Sunday 21 February 2016

Pat and Mike (1952)



Dir.: George Cukor
Plot: A talented lady golfer with an unusual performance issue falls in with a shrewd sports agent

If you’re the sort of person who hears about Katharine Hepburn’s real-life sporting prowess and immediately says “Oh yeah? I’ll believe it when I see it!” then this is certainly the film for you. Screenwriters Ruth Gordon and Garson Kanin, friends of Hepburn’s, were inspired by her talent for athletics as the basis for her fifth cinematic outing with Tracy.


Hepburn plays Pat Pemberton, a college sports instructor who also happens to be a terrific golfer. Her one problem is that she loses her cool whenever she plays in front of her fiancé (William Ching, playing one of those ‘third-wheel boyfriend’ characters who are a delicate combination of boorish and wet). At a low ebb after losing a tournament, she is taken under the wing of amiable shyster Mike (Spence, naturally), an unscrupulous New York sports agent, who vows to make her a household name.

It’s a flimsy premise for a feature film, and in places it shows.
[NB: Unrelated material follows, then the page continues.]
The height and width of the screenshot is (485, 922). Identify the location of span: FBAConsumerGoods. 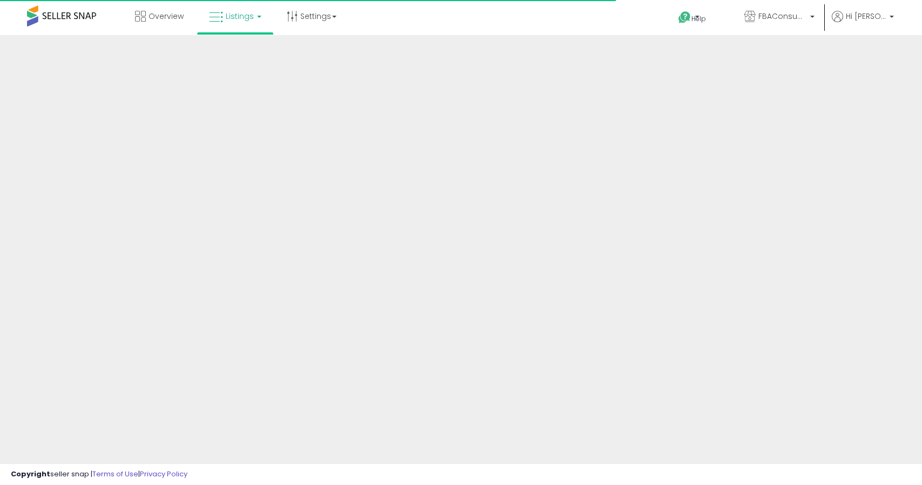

Given that Pat only needs to boot her charmless fiancé to solve her woes, the plot doesn’t have much of a road to hoe – instead, scenes alternate pleasantly but rather stagnantly between extended set pieces and gentle back-and-forth.
In fact, a more apt description than a ‘Hepburn-Tracy’ movie might be ‘Hepburn-sport (and some Tracy)’ movie, with roughly equal screentime given to Pat’s sporting endeavours as her burgeoning romance with Mike.

As in most of her pairings with Tracy, we get the impression of a woman who has a firm, sharp-eyed grasp on every area of life except the emotional one, where she can’t help but show arresting glimpses of uncertainty. It’s a winning formula when done right, and by this point Hepburn had fully mastered her exquisite rendering of these accomplished but vulnerable women on the cusp of middle-age.

He may have only been 52 when Pat and Mike hit the screens, but alcoholism had taken its toll on Tracy’s energy and he appears out of his comfort zone as a snappy, Runyonesque wheeler dealer. The younger Tracy of Woman of the Year might have been able to pull it off with aplomb, but by this point he was firmly in his “mellow” stage. Nevertheless, the old chemistry is still there and although the romantic scenes don’t burn with passion, they crackle with a familiar warmth.

Pat and Mike doesn’t have the heartstopping chemistry of Woman of the Year, the breakneck brilliance of Adam’s Rib or the irresistible bonhomie of Desk Set, but it has enough of a whiff of them to make it a pleasing watch. And like the aforementioned trio, Pat and Mike is far less conventional than the average rom-com (including most of today’s, regrettably) in its treatment of gender and romance. How many romantic comedies climax with a scene revolving around the heroine’s need to sink a title-winning putt?